The rock bowed outward at the top, providing more room at the bottom, but he wasn't about to go crawling on the ground. Pulling in a breath, Cullen twisted to the side and eased into the hole. A squeal of scraping metal thundered against his ears as he dragged himself against the rocky wall. His armor was just large enough to catch.
"Hurry," Lana whispered at him, holding the torch closer than seemed wise.
"I am trying," he huffed, each shift pulling forth more of the squealing.
"Or be quieter," she added, her peeved voice drawing the same ire from him. Did she think he planned this?
"I would be if it weren't for this Maker blighted armor," Cullen cursed, inching his body along. He made it nearly halfway through the gap when the griffin on his chest bulged with a breath he didn't mean to take. "Oh no. No, no, no," he cried softly, struggling to unstick himself.
"What is it?" Lana asked, as if she couldn't see the fool he turned himself into. It was one thing to die in the deep roads from darkspawn or blight, or even the deep stalkers she mentioned, but wedging oneself in the rocks and starving to death earned nothing more than the Maker's scorn.
"I am...I cannot move," Cullen collapsed, wishing he had more to give. He was about to tell her to move on, find White and do what she could without him, when Lana dropped her staff and shifted the torch to her other hand.
"Ah," she said, and wiggled her fingers up through the gap of his collarbone.
What was she doing? You couldn't remove the armor while was was pinned in place. Lana didn't reach for a strap or buckle, instead her finger touched against the back of the breastplate. She didn't slip her eyes closed or even appear to concentrate, but Cullen tasted the fade drifting into their world. A chill crept off her skin like fog across a graveyard at dusk. It bloomed down his chest, the ice skimming across the metal griffin. It grew from an uncomfortable frost to a stinging pain biting through the linens and into his bones.

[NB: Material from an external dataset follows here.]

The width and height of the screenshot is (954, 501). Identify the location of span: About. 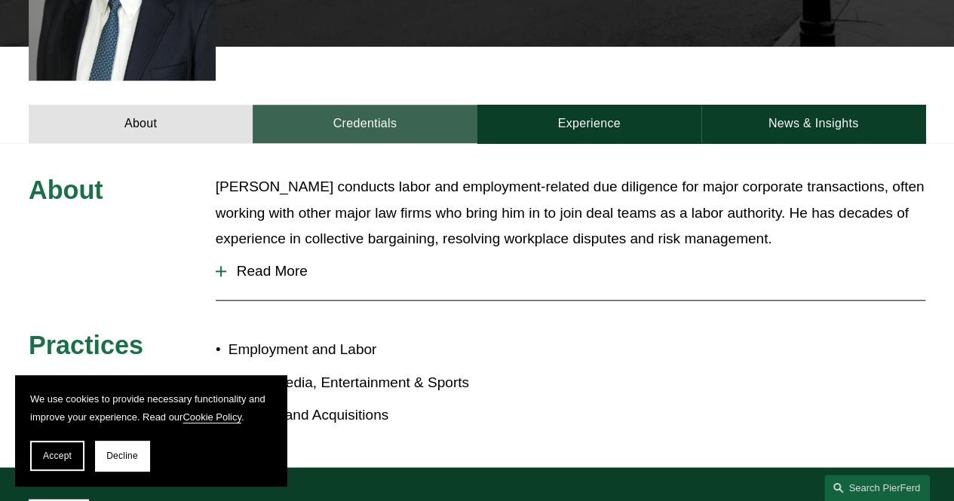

"What are you..." he began to ask when the armor popped, the seal against the rock broken.
Lana snaked her arm away from his armor and grabbed onto his arm. Thankfully, her hand was warm as she yanked upon him. Without the rock in place, Cullen was able to squeeze out into the cavern beside her. As he tried to check himself for damage he spotted a sheen of frost clinging across the griffin relief now slightly dented inward and scuffed. He looked up at her, and Lana shrugged.
"Cold metal constricts."
"You could have warned me."
"I suppose, but 'I'm going to freeze your armor, don't move,' seemed pointless when you already couldn't move. Here," she passed back his torch and lifted up her staff. "White's near. I'm certain of it now."
He nodded his head and reached for the hilt of his sword. Lana placed her hand over his, the same one that he now suspected could shatter his armor if given cause. How powerful did she grow in the intervening years? "Not yet," she said, her fingers digging into his.
"This is a dangerous blood mage. I should be armed," Cullen said, meeting her gaze. For a moment she looked about to argue, but Lana dipped back, her heat breaking from him.
"Of course, you're right. I...come, he's around this bend."
Unsheathing the sword that'd seen the end of far too many of Kirkwall's renegade mages, Cullen followed behind Lana as she moved through the dark like a deep stalker. The lyrium veins drifted away here, only a few patches of the blue lighting up the stones around them. But Lana didn't need it, it was almost as if she could smell the other grey warden. Perhaps she could. Or...
Cullen shook the idea off. She came to him, came to the templars to hunt a blood mage. There was no way she could be...no, he refused to even entertain the thought. It was madness. Lana paused at the end of another turn in the rock. Mercifully, this was large enough to fit him. Even with his lyrium ration nearly drained from his system, the mage was close enough Cullen could feel it through the phylactery. He gripped tighter to his sword, the leather crackling.
Lana watched his hand dig into the longsword, her stare a hundred miles away. She seemed to be contemplating something, or perhaps remembering another moment. Cullen was about to shake her out of it, when she whipped her head up towards him. Closing her eyes once, she nodded her head. Magic crackled around her entire body as she jumped around the rock to face down White. Cullen was inches behind her, his blade extended out.
Oh shit!
He nearly sliced into her elbow as he wrapped his sword arm around Lana's waist, pinning her close to him. Cullen dug his heels in, anchoring them both from the gigantic gap in the floor only inches away from their feet. She pressed back into him, her feet scrabbling to find purchase as she gazed downward.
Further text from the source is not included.